For Democratic lawmakers and pundits, Kamala Harris's alleged summer job at McDonald's was proof of the presidential hopeful's working-class bona fides. For Harris and her campaign, it was a major source of anxiety.
Democrats from Bill Clinton to Jasmine Crockett gushed over the job during the Democratic National Convention last summer. "When she was young, she worked at McDonald’s and she greeted every person with that thousand-watt smile and said, ‘How can I help you?’" Clinton gushed. "And now she’s at the pinnacle of power, and she is still asking, ‘How can I help you?’" Crockett, meanwhile, used the gig to bash Harris's opponent, Donald Trump: "One candidate worked at McDonald’s while she was in college at an HBCU," she said from the convention stage. "The other was born with a silver spoon in his mouth and helped his daddy in the family business."
The comments were part of a push from Team Harris to place Harris's alleged time under the Golden Arches at the center of the campaign. A Washington Free Beacon report that found zero evidence Harris worked for the fast food giant threw a wrench in that strategy. Trump began accusing Harris of embellishing her biography, a development that sent the Harris team into a tailspin, according to 2024: How Trump Retook the White House and the Democrats Lost America by journalists Josh Dawsey, Tyler Pager, and Isaac Arnsdorf.
Harris's aides "debated for weeks whether they should respond to Trump's attacks about McDonald's" and "spent weeks agonizing" about the decision, according to the book, which asserts without evidence that Harris worked at an Alameda, Calif., McDonald’s in the summer of 1983 for "two or three weeks."
Harris’s allegedly short stint on the job meant "most advisers didn't want to lean into her time at McDonald's, but it polled well," so Harris did it anyway. At one point, the campaign caught wind "that at least one major mainstream news outlet was investigating" Harris's McDonald's employment, which caused "alarm inside the campaign."
That alarm was not on display at the Democratic convention, which occurred one week before the Free Beacon published its investigation.
"There are so many people who can see themselves in her. If you’re middle class, you can see yourself in Kamala Harris. If you worked in a McDonald’s, you can see yourself in Kamala Harris," Rep. Pramila Jayapal (D., Wash.) told ABC News while attending the convention.
When those claims came under scrutiny, media pundits defended Harris. The New York Times compared the Free Beacon McDonald's report to birtherism, while CNN's Brian Stelter called it "bewildering."
"Harris shared this and then a pro-Trump website started to talk about, 'Hey, is there evidence, is there proof she worked at McDonald’s, there’s no records, there’s no receipts,'" CNN’s Brian Stelter said in September. "I find that bewildering."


§ Problem to solve: Could you copy every record below exactly as it is written?

§ Records:
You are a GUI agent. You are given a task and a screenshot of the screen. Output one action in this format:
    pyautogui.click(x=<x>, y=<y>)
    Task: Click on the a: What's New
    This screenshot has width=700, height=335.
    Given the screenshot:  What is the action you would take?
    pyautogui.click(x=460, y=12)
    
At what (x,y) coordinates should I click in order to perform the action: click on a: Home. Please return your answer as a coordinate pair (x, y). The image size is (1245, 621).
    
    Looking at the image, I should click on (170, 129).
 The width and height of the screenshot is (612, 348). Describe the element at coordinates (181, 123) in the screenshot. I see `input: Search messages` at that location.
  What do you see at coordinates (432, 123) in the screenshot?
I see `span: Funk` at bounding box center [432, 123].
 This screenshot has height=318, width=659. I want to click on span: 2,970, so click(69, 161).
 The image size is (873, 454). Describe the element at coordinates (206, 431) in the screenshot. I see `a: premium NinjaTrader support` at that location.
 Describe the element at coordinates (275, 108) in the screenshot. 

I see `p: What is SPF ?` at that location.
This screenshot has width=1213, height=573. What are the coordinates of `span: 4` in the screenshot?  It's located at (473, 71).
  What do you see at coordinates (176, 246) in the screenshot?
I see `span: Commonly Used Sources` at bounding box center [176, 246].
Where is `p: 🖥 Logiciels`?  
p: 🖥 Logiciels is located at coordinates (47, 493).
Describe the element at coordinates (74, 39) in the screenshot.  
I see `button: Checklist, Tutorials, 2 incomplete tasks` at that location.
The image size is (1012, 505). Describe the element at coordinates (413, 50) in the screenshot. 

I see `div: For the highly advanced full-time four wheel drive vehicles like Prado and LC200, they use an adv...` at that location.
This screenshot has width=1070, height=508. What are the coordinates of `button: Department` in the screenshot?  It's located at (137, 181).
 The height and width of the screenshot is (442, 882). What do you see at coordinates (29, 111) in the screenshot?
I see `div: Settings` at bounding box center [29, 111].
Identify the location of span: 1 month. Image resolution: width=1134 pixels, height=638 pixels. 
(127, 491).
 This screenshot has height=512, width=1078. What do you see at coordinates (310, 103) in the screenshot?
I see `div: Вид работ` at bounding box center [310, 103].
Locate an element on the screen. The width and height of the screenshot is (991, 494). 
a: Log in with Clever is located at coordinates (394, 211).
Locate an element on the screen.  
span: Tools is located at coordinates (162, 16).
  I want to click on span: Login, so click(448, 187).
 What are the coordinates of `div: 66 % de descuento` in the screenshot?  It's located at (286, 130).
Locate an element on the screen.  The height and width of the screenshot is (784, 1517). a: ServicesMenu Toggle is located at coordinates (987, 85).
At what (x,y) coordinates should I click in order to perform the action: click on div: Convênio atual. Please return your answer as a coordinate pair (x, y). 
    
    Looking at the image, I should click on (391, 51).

§ Solution:
You are a GUI agent. You are given a task and a screenshot of the screen. Output one action in this format:
    pyautogui.click(x=<x>, y=<y>)
    Task: Click on the a: What's New
    This screenshot has width=700, height=335.
    Given the screenshot:  What is the action you would take?
    pyautogui.click(x=460, y=12)
    
At what (x,y) coordinates should I click in order to perform the action: click on a: Home. Please return your answer as a coordinate pair (x, y). The image size is (1245, 621).
    
    Looking at the image, I should click on (170, 129).
 The width and height of the screenshot is (612, 348). Describe the element at coordinates (181, 123) in the screenshot. I see `input: Search messages` at that location.
  What do you see at coordinates (432, 123) in the screenshot?
I see `span: Funk` at bounding box center [432, 123].
 This screenshot has height=318, width=659. I want to click on span: 2,970, so click(69, 161).
 The image size is (873, 454). Describe the element at coordinates (206, 431) in the screenshot. I see `a: premium NinjaTrader support` at that location.
 Describe the element at coordinates (275, 108) in the screenshot. 

I see `p: What is SPF ?` at that location.
This screenshot has width=1213, height=573. What are the coordinates of `span: 4` in the screenshot?  It's located at (473, 71).
  What do you see at coordinates (176, 246) in the screenshot?
I see `span: Commonly Used Sources` at bounding box center [176, 246].
Where is `p: 🖥 Logiciels`?  
p: 🖥 Logiciels is located at coordinates (47, 493).
Describe the element at coordinates (74, 39) in the screenshot.  
I see `button: Checklist, Tutorials, 2 incomplete tasks` at that location.
The image size is (1012, 505). Describe the element at coordinates (413, 50) in the screenshot. 

I see `div: For the highly advanced full-time four wheel drive vehicles like Prado and LC200, they use an adv...` at that location.
This screenshot has width=1070, height=508. What are the coordinates of `button: Department` in the screenshot?  It's located at (137, 181).
 The height and width of the screenshot is (442, 882). What do you see at coordinates (29, 111) in the screenshot?
I see `div: Settings` at bounding box center [29, 111].
Identify the location of span: 1 month. Image resolution: width=1134 pixels, height=638 pixels. 
(127, 491).
 This screenshot has height=512, width=1078. What do you see at coordinates (310, 103) in the screenshot?
I see `div: Вид работ` at bounding box center [310, 103].
Locate an element on the screen. The width and height of the screenshot is (991, 494). 
a: Log in with Clever is located at coordinates (394, 211).
Locate an element on the screen.  
span: Tools is located at coordinates (162, 16).
  I want to click on span: Login, so click(448, 187).
 What are the coordinates of `div: 66 % de descuento` in the screenshot?  It's located at (286, 130).
Locate an element on the screen.  The height and width of the screenshot is (784, 1517). a: ServicesMenu Toggle is located at coordinates (987, 85).
At what (x,y) coordinates should I click in order to perform the action: click on div: Convênio atual. Please return your answer as a coordinate pair (x, y). 
    
    Looking at the image, I should click on (391, 51).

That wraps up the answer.